On May 20th 2013 we attended the first IEEE Workshop on Modeling and Simulation of Cyber-Physical Energy Systems. The workshop was collocated with the fourth International Conference on Future Energy Systems (ACM e-Energy), to be held in Berkeley on May 22th, 23th and 24rd.
The
topics presented were very variegated. In the first session the papers
were mostly concerning simulations of building or system-scale aspects
in the grid (distribution, market, power flow modeling). The opening
presentation was given by Kyle Anderson from Stanford University,
presenting the GridSpice simulator, a cloud-based simulation tool which
relies on multiple agents to run different existing simulation tools
(MATPOWER and GridLab-D) and mantain the overall simulation consistence
with a central coordinator. It also provides a RESTful interface to
access the simulation, so that it can be integrated in third-part
applications.
In the second session more applied and variegated aspects were presented.
We opened this session with the paper "Integrating Households into the Smart Grid". It deals with the problem of device and data
interoperability created by the highly heterogeneous ecosystem of
digital devices present in homes. In the paper we discuss requirements
that should be addressed when copying with such a complex network. We
show that an architecture based on REST webservices and linked data
streams would be able to tackle this complexity. Applications can access
the data through a uniform interface consisting in specific APIs and
standardized query languages, as well as agreed ontologies for the
specific use case.
The
following presentation surveyed existing ontologies for smart home and
smart energy systems and was held by Marco Grassi from Università
Politecnica delle Marche. This completed the device and data
interoperability issues and gave the audience a complete overview of
this side of the smart grid.
The following presentations dealt
with security aspects of the grid, such as detecting spoofing attacks on
power grid GPS sensors. Also, multi-agent algorithms and control
schemes were proposed for various aspects involving cyber-physical
energy systems (i.e., resource bargaining, model-predictive control,
coordination of power flow controllers).
References:
- A. Monacchi, D. Egarter, W. Elmenreich. Integrating Households into the Smart Grid. Workshop on Modeling and Simulation of Cyber-Physical Energy Systems, Berkeley, CA, May 2013.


■ **How to complete this task**: Every line of the records that contains the string "title" counts once; give the total and nothing else.
*** Data ***
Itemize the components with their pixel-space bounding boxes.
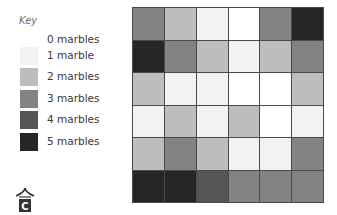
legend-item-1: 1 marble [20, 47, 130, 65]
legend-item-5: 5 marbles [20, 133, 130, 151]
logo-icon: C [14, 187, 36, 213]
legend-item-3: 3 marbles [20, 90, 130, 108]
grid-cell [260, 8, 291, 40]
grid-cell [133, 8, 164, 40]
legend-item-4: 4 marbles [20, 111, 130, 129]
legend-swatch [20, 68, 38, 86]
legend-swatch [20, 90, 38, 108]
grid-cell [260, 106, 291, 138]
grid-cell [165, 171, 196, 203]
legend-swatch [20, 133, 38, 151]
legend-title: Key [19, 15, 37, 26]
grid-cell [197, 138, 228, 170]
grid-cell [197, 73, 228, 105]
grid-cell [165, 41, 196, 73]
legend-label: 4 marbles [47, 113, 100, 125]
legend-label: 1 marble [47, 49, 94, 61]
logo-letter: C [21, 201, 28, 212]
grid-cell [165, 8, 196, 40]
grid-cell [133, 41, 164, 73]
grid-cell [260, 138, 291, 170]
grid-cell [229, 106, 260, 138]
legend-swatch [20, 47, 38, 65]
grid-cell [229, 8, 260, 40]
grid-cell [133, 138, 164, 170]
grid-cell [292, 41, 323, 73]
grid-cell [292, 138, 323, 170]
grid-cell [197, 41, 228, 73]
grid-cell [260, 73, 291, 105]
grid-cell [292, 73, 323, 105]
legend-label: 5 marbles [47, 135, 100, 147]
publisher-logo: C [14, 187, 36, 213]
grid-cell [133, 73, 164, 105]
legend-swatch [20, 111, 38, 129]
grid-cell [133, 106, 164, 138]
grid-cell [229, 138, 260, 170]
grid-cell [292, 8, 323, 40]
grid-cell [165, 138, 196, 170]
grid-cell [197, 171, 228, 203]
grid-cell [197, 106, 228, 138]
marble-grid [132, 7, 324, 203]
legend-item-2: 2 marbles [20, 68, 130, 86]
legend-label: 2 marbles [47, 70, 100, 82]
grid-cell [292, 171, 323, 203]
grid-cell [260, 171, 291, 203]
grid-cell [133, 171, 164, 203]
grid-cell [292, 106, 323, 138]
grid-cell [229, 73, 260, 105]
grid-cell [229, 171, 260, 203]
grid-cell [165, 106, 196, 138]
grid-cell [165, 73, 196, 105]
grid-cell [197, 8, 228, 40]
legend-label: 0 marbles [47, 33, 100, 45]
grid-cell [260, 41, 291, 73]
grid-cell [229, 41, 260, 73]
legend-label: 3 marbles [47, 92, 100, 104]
***
*** Data ***
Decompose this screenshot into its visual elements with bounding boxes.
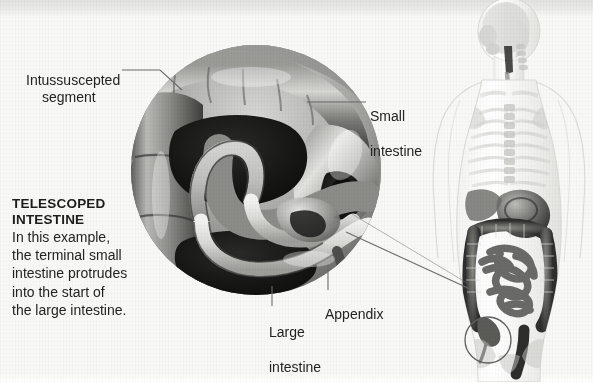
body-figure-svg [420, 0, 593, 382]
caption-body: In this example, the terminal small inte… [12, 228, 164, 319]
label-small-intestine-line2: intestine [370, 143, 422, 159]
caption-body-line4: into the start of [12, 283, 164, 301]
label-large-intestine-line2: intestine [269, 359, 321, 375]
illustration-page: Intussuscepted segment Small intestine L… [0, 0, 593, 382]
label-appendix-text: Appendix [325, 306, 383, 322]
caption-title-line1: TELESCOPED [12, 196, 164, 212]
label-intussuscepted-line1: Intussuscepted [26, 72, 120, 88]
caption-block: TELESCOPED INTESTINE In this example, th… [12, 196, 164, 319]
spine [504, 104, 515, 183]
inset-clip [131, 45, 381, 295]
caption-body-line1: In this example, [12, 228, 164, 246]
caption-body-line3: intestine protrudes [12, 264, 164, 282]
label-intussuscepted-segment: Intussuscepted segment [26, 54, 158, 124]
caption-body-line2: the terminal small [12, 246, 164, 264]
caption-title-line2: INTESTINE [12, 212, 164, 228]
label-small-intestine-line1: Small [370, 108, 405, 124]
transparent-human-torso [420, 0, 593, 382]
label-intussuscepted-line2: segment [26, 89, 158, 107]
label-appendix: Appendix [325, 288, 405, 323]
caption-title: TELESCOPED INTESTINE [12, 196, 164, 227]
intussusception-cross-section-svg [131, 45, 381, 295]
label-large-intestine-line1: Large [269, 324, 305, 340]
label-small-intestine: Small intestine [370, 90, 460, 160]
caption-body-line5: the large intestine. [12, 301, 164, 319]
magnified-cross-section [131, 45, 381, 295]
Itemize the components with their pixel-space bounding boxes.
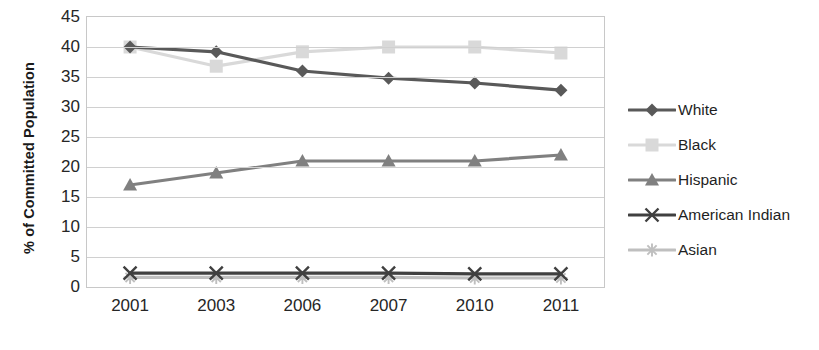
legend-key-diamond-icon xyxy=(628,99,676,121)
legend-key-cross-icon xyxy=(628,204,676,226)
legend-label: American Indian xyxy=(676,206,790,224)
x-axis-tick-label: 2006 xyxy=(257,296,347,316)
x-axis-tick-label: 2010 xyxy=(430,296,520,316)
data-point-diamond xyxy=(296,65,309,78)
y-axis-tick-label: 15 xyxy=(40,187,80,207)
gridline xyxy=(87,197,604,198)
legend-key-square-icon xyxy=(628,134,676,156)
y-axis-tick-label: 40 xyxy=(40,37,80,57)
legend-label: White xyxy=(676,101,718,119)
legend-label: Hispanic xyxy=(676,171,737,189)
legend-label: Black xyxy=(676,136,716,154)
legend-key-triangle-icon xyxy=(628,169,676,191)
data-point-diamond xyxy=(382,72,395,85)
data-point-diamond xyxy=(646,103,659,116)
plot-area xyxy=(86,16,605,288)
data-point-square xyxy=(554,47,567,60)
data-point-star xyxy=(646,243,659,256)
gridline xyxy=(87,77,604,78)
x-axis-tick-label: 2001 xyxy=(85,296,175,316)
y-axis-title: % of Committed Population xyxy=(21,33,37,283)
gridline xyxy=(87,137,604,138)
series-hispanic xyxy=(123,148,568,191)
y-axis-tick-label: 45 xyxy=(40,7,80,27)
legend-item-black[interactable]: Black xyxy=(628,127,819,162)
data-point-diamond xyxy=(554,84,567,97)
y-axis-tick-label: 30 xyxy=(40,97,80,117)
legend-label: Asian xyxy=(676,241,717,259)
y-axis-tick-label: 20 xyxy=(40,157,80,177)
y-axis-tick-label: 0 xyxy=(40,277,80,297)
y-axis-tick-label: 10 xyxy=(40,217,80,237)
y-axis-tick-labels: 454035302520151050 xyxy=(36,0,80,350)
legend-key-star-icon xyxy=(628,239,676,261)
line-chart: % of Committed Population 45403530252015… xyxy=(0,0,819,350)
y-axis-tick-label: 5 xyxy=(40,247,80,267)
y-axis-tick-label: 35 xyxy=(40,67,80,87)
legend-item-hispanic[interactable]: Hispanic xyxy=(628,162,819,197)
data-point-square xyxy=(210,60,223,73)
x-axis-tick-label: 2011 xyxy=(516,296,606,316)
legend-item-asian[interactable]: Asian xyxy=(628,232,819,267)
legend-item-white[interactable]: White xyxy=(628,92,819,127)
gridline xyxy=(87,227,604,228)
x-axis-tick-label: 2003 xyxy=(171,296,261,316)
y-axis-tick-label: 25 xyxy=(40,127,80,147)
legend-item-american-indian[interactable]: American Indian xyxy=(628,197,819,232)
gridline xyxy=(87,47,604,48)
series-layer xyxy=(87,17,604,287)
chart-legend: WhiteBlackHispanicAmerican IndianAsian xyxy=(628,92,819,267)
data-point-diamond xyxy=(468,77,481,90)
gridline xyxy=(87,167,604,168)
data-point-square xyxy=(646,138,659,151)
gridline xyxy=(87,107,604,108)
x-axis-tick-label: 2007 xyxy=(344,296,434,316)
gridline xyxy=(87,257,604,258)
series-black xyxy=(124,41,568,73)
***
*** Data ***
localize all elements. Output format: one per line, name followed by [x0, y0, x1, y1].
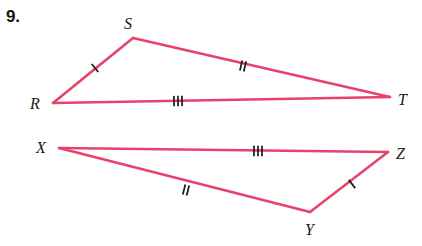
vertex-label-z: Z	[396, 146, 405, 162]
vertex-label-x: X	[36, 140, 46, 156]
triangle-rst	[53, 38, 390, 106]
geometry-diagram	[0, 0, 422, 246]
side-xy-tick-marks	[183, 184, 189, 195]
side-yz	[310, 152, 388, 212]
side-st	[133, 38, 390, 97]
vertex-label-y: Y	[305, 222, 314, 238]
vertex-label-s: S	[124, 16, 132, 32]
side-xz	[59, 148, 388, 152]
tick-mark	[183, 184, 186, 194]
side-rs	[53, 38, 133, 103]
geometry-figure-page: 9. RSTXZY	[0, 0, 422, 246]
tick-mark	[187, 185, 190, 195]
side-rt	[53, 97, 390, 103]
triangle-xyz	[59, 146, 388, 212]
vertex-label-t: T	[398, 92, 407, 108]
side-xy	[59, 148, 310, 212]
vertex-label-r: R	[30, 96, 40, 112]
***
■ **Your solution**: 5